Reauthorization is a process by which Congress can revise an agency’s statutory authorities and advocate for resources necessary to address problems not anticipated under prior authorization, e.g., investigating fraud in the underlying assets of greenhouse gas emissions offset futures contracts. Congress last reauthorized the agency in 2015. If the CFTC also must regulate additional crypto currencies — a new asset class and a new class of retail investors, very different from the institutional investors and companies that trade contracts in the asset classes it currently regulates — then its backlog of work that may require reauthorization might never get done.
A reauthorized CFTC, budgeted by Congress on par with the scale, complexity and variety of the contracts and markets it regulates, could undertake studies, data collection and rulemakings to repair the Trump administration CFTC “reforms.” For example, the Commission could start a rulemaking to replace the Trump era rule that allows exchanges to self-regulate the automated trading systems that conduct most transactions, including agricultural ones. The Commission could vote to delete a footnote in the cross border swaps (off exchange contract) trading rule that is a gateway for billions of dollars’ worth of regulatory evasion from U.S. originated contracts executed on foreign exchanges.
Such a CFTC could study the market impacts of exchange self-certification of novel contracts, such as greenhouse gas emissions offset futures, as consistent with CFTC rules. The CFTC could investigate the causes of sustained and extreme price volatility in the physical commodity cash and futures markets. It is, of course, the obligation of the CFTC Chair and Commissioners to decide on the agency’s regulatory agenda within the authorities and budget provided by Congress.
The Senate delayed confirming a full slate of CFTC Commissioners until 18 months into the Biden administration, while the crypto lobbyists pressed the CFTC and Congress to make the CFTC the main crypto regulator.
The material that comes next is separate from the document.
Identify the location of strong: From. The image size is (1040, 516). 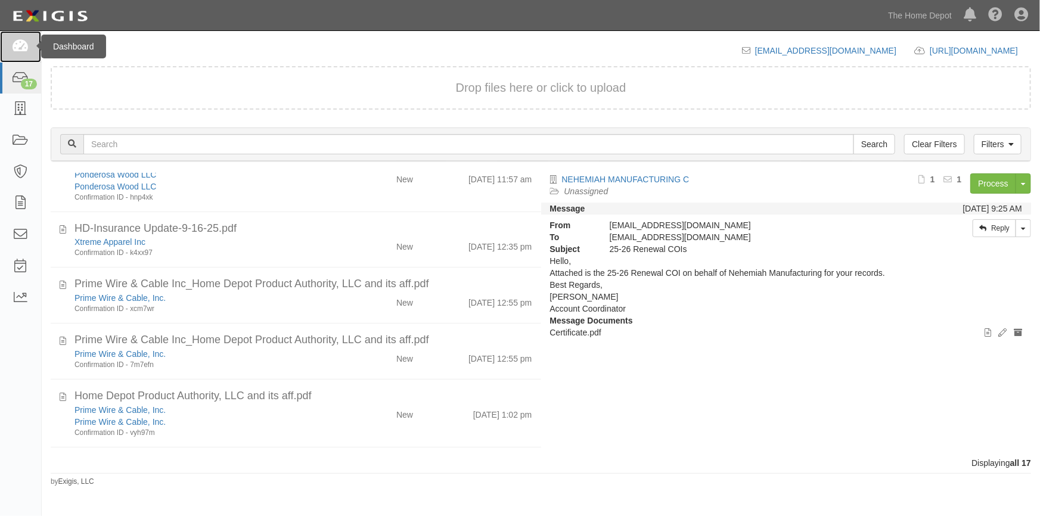
(571, 225).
Without a full Commission, Chair Behnam’s opportunities to advocate for new rulemakings was very limited. The CFTC’s ambition in its Spring 2022 “Unified Regulatory Agenda” was understandably modest for a Commission without Senate-confirmed Commissioners. The regulatory agenda should become more ambitious now, but it may not absent reauthorization.
The crypto bills and CFTC reauthorization by Congress
Congress should strengthen the capacity of the CFTC to carry out its core mission of enabling market participants to manage price volatility risks for financial and physically backed commodity contracts that are critical to the real economy. During the December 1 hearing, no Senator presented a positive business case for the contribution of cryptocurrency trading to the real economy. At least two Senators questioned Chair Behnam about the national security risk posed by cryptocurrencies, without referencing the Department of Defense’s announcement in September of its study about the extent of cryptocurrency money laundering and financing of terrorism by state and non-state actors.
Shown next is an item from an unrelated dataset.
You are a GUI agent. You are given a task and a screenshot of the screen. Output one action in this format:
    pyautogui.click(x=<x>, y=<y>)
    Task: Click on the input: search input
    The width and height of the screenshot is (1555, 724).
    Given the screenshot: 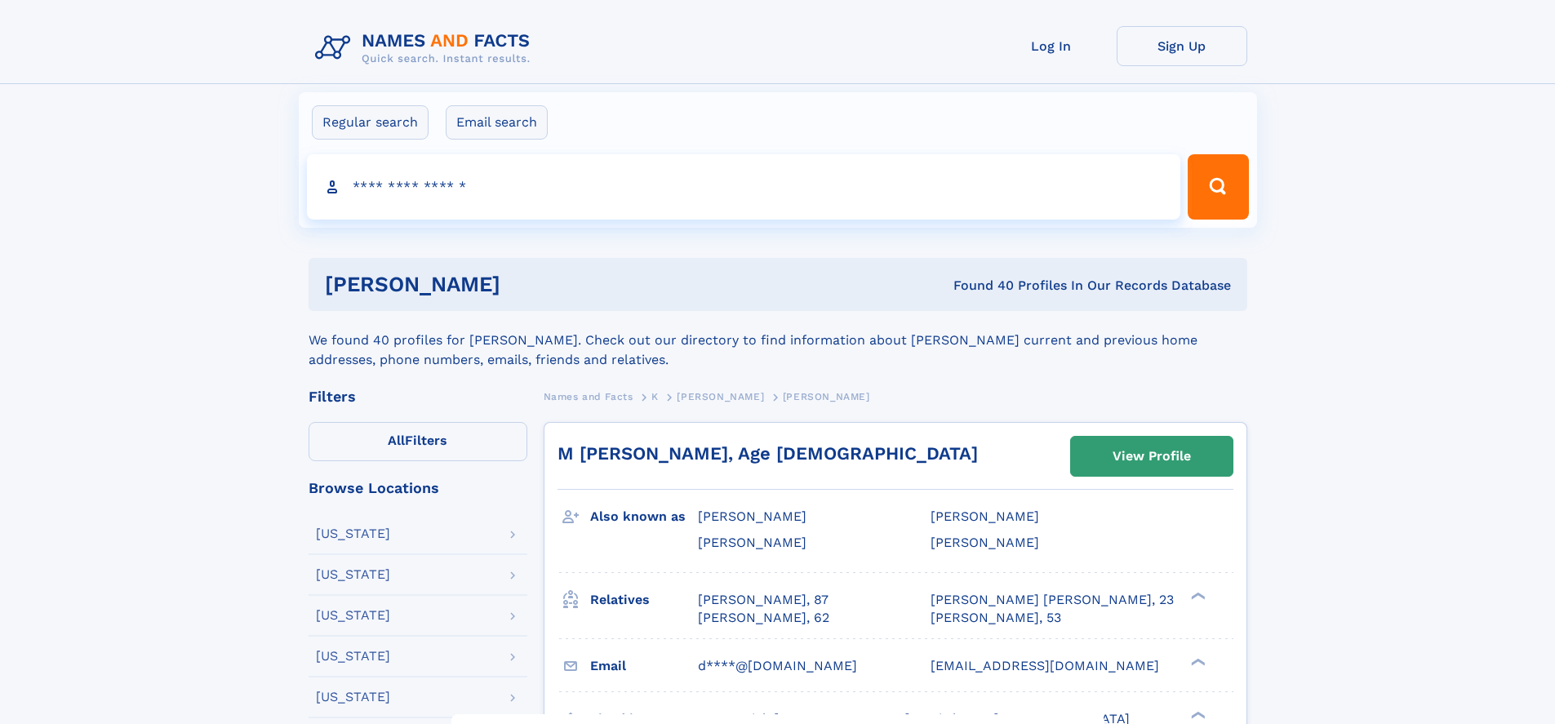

Congress must not pass a cryptocurrency bill, at least before it has studied the vectors of risk to the financial system and national security posed by cryptocurrencies. Legitimizing cryptocurrencies by fast-tracking legislation would serve no public interest and very few other interests. If the political price of congressional CFTC reauthorization in the Farm Bill is first to pass a bill to make the CFTC the main crypto regulator, that price is too high.